Goma, DR Congo / North Kivu: The United Nations said Thursday it had “consistent and credible reports” of Rwandan troops entering the Democratic Republic of Congo to back rebels battling government forces and UN troops.

Rwanda has repeatedly denied charges that it backs the M23 rebels, who occupied the city of Goma in eastern DR Congo for 10 days last November.

But as fresh fighting flared in the resource-rich region, assistant UN secretary general Edmond Mulet told the Security Council that Rwandan soldiers had assisted the fighters, according to diplomats.

On Thursday, government forces backed by UN troops shelled rebels near Goma.

Artillery fire could be heard around Kibati north of Goma, the capital of the turbulent North Kivu province, where the DR Congo army and a newly-formed UN intervention brigade have been battling M23 rebels for a week.

The UN brigade has been given the first ever mandate by the UN Security Council to launch offensive peacekeeping operations against armed groups.

As tensions ran high along the border, a Rwandan woman was killed and her baby injured in what Kigali alleged was “deliberate” cross-border shelling by the DR Congo army, the FARDC.

Mulet, however, said UN forces had witnessed M23 rebels firing artillery from into neighbouring Rwanda, according to the diplomats.

“Monusco [United Nations Organisation Stabilisation Mission in the Democratic Republic of the Congo] has not witnessed any shelling by the FARDC into Rwanda. These are areas where FARDC are not present,” Mulet was quoted as saying.

UN leader Ban Ki-moon had telephoned Rwanda’s President Paul Kagame to urge “restraint” over the mounting tensions in eastern DR Congo, Mulet told the closed Security Council meeting, according to diplomats.

His briefing is set to ignite new controversy over external backing for the rebels who have been battling the DR Congo government around the key eastern city of Goma for the past 18 months.

A UN soldier from Tanzania was killed in the fighting on Wednesday, and three South African soldiers have been hurt in the clashes.

The M23 rebels have emerged as one of the most formidable forces operating in the DR Congo’s east. They accuse the Kinshasa government of reneging on a 2009 peace pact and a deal to hold direct talks, and have threatened to attack Goma again.

Rwanda - a temporary Security Council member - has blocked a bid to impose UN sanctions on two M23 leaders as well as a council press statement condemning the death of the Tanzanian peacekeeper, diplomats said.

Rwandan Foreign Minister Louise Mushikiwabo issued a furious statement condemning the DR Congo army, accused of firing on Rwanda and supporting Hutu rebels involved in the Rwandan genocide of 1994.

“We have remained restrained for as long as we can but this provocation can no longer be tolerated. We have the capacity to determine who fired at us and will not hesitate to defend our territory. Rwanda has a responsibility to protect its population,” she said.

Western military sources who asked not to be named said that the latest clashes could be a prelude to a full-on assault by the army and UN troops. They have an unprecedented mandate to take the offensive against the armed movements long active in the mineral-rich but impoverished Kivu region.

The two eastern Kivu provinces, North and South, have been chronically unstable since two wars wracked the vast country between 1996 and 2003, drawing in armies from neighbouring and southern African countries, who fought in part over access to vast mineral wealth.

All flights to Goma, a city of a million people, have been suspended since the outlying airport is vulnerable, said a source in Monusco, the UN mission in the country.

The UN intervention force is using attack helicopters and mortars in the Kibati hills, while firing on other rebel positions with heavy artillery, according to Monusco spokesman Madnodje Mounoubai.

UN-deployed South African snipers have also reported killing six M23 rebels.

Four shells fell early Wednesday night on Goma, two of them striking the area where the airport lies east of the city, but nobody could say who fired them. Residents said shellfire killed one person and wounded about 15 others in the north of the city.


[TASK TO COMPLETE]: Below is a block of records; please copy all of them exactly.

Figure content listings
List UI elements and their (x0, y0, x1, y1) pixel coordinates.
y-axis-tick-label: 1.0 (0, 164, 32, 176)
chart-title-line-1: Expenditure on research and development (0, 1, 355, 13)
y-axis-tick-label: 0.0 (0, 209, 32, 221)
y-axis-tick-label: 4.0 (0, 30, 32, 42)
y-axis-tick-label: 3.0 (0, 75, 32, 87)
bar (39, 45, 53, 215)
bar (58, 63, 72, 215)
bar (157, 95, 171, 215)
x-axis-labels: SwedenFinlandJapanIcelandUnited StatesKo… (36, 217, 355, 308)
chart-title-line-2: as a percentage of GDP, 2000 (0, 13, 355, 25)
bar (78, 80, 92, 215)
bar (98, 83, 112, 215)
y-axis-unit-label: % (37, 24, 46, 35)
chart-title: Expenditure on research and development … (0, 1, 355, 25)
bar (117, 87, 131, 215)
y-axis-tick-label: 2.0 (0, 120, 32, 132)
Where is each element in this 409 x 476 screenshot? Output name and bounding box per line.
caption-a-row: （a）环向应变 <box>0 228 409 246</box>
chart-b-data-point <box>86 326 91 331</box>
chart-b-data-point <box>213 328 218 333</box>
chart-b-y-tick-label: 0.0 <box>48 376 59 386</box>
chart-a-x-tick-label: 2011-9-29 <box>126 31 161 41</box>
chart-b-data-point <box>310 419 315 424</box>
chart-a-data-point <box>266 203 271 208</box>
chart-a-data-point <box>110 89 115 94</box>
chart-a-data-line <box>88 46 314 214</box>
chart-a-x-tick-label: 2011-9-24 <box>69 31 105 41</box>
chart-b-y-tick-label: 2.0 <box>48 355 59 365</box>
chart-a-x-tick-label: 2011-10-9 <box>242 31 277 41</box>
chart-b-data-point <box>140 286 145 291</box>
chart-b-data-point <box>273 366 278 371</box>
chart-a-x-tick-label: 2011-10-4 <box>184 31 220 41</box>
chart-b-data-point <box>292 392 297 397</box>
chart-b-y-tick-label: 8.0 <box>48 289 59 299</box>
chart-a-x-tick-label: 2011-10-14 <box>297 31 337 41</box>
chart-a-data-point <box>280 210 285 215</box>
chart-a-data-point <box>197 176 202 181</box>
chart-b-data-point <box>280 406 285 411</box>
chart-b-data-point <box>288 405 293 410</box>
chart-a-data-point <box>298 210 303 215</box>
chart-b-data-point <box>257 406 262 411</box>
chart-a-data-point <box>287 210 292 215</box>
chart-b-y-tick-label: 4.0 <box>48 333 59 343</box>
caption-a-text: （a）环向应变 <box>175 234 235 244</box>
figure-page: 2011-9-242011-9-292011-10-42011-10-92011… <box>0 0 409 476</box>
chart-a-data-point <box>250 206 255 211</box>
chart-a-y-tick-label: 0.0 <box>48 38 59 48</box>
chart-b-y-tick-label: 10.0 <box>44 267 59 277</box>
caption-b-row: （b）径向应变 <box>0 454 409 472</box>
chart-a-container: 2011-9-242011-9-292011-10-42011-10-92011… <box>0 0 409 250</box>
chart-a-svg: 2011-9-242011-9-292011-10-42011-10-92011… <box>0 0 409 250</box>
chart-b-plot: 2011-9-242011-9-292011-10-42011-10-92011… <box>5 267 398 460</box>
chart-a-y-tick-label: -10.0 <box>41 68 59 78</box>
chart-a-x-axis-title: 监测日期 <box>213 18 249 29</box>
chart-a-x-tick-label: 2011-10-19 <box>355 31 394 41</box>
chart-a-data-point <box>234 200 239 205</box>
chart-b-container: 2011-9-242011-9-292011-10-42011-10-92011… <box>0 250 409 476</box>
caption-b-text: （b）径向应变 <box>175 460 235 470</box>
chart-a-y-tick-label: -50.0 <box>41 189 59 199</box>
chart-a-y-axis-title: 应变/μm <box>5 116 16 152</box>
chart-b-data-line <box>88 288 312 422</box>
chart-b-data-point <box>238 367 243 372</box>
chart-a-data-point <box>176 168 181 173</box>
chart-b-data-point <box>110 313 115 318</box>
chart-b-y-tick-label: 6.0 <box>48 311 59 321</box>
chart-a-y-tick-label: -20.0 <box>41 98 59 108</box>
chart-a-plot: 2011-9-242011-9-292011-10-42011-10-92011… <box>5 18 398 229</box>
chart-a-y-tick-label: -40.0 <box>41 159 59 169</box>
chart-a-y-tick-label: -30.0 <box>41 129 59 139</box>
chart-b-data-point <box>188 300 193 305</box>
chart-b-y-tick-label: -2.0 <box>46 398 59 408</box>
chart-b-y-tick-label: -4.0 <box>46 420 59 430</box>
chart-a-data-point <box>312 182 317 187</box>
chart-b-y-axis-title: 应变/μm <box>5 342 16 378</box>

[REPLY]:
List UI elements and their (x0, y0, x1, y1) pixel coordinates.
y-axis-tick-label: 1.0 (0, 164, 32, 176)
chart-title-line-1: Expenditure on research and development (0, 1, 355, 13)
y-axis-tick-label: 0.0 (0, 209, 32, 221)
y-axis-tick-label: 4.0 (0, 30, 32, 42)
y-axis-tick-label: 3.0 (0, 75, 32, 87)
bar (39, 45, 53, 215)
bar (58, 63, 72, 215)
bar (157, 95, 171, 215)
x-axis-labels: SwedenFinlandJapanIcelandUnited StatesKo… (36, 217, 355, 308)
chart-title-line-2: as a percentage of GDP, 2000 (0, 13, 355, 25)
bar (78, 80, 92, 215)
bar (98, 83, 112, 215)
y-axis-unit-label: % (37, 24, 46, 35)
chart-title: Expenditure on research and development … (0, 1, 355, 25)
bar (117, 87, 131, 215)
y-axis-tick-label: 2.0 (0, 120, 32, 132)
Where is each element in this 409 x 476 screenshot? Output name and bounding box per line.
caption-a-row: （a）环向应变 <box>0 228 409 246</box>
chart-b-data-point <box>86 326 91 331</box>
chart-b-data-point <box>213 328 218 333</box>
chart-b-y-tick-label: 0.0 <box>48 376 59 386</box>
chart-a-x-tick-label: 2011-9-29 <box>126 31 161 41</box>
chart-b-data-point <box>310 419 315 424</box>
chart-a-data-point <box>266 203 271 208</box>
chart-a-data-point <box>110 89 115 94</box>
chart-a-data-line <box>88 46 314 214</box>
chart-a-x-tick-label: 2011-9-24 <box>69 31 105 41</box>
chart-b-y-tick-label: 2.0 <box>48 355 59 365</box>
chart-a-x-tick-label: 2011-10-9 <box>242 31 277 41</box>
chart-b-data-point <box>140 286 145 291</box>
chart-b-data-point <box>273 366 278 371</box>
chart-a-x-tick-label: 2011-10-4 <box>184 31 220 41</box>
chart-b-data-point <box>292 392 297 397</box>
chart-b-y-tick-label: 8.0 <box>48 289 59 299</box>
chart-a-x-tick-label: 2011-10-14 <box>297 31 337 41</box>
chart-a-data-point <box>280 210 285 215</box>
chart-a-data-point <box>197 176 202 181</box>
chart-b-data-point <box>280 406 285 411</box>
chart-b-data-point <box>288 405 293 410</box>
chart-a-data-point <box>298 210 303 215</box>
chart-b-data-point <box>257 406 262 411</box>
chart-a-data-point <box>287 210 292 215</box>
chart-b-y-tick-label: 4.0 <box>48 333 59 343</box>
caption-a-text: （a）环向应变 <box>175 234 235 244</box>
figure-page: 2011-9-242011-9-292011-10-42011-10-92011… <box>0 0 409 476</box>
chart-a-data-point <box>250 206 255 211</box>
chart-a-y-tick-label: 0.0 <box>48 38 59 48</box>
chart-b-y-tick-label: 10.0 <box>44 267 59 277</box>
caption-b-row: （b）径向应变 <box>0 454 409 472</box>
chart-a-container: 2011-9-242011-9-292011-10-42011-10-92011… <box>0 0 409 250</box>
chart-a-svg: 2011-9-242011-9-292011-10-42011-10-92011… <box>0 0 409 250</box>
chart-b-plot: 2011-9-242011-9-292011-10-42011-10-92011… <box>5 267 398 460</box>
chart-a-y-tick-label: -10.0 <box>41 68 59 78</box>
chart-a-x-axis-title: 监测日期 <box>213 18 249 29</box>
chart-a-x-tick-label: 2011-10-19 <box>355 31 394 41</box>
chart-a-data-point <box>234 200 239 205</box>
chart-b-container: 2011-9-242011-9-292011-10-42011-10-92011… <box>0 250 409 476</box>
caption-b-text: （b）径向应变 <box>175 460 235 470</box>
chart-a-y-tick-label: -50.0 <box>41 189 59 199</box>
chart-a-y-axis-title: 应变/μm <box>5 116 16 152</box>
chart-b-data-line <box>88 288 312 422</box>
chart-b-data-point <box>238 367 243 372</box>
chart-a-data-point <box>176 168 181 173</box>
chart-b-data-point <box>110 313 115 318</box>
chart-b-y-tick-label: 6.0 <box>48 311 59 321</box>
chart-a-y-tick-label: -20.0 <box>41 98 59 108</box>
chart-a-plot: 2011-9-242011-9-292011-10-42011-10-92011… <box>5 18 398 229</box>
chart-a-y-tick-label: -40.0 <box>41 159 59 169</box>
chart-a-y-tick-label: -30.0 <box>41 129 59 139</box>
chart-b-data-point <box>188 300 193 305</box>
chart-b-y-tick-label: -2.0 <box>46 398 59 408</box>
chart-b-y-tick-label: -4.0 <box>46 420 59 430</box>
chart-a-data-point <box>312 182 317 187</box>
chart-b-y-axis-title: 应变/μm <box>5 342 16 378</box>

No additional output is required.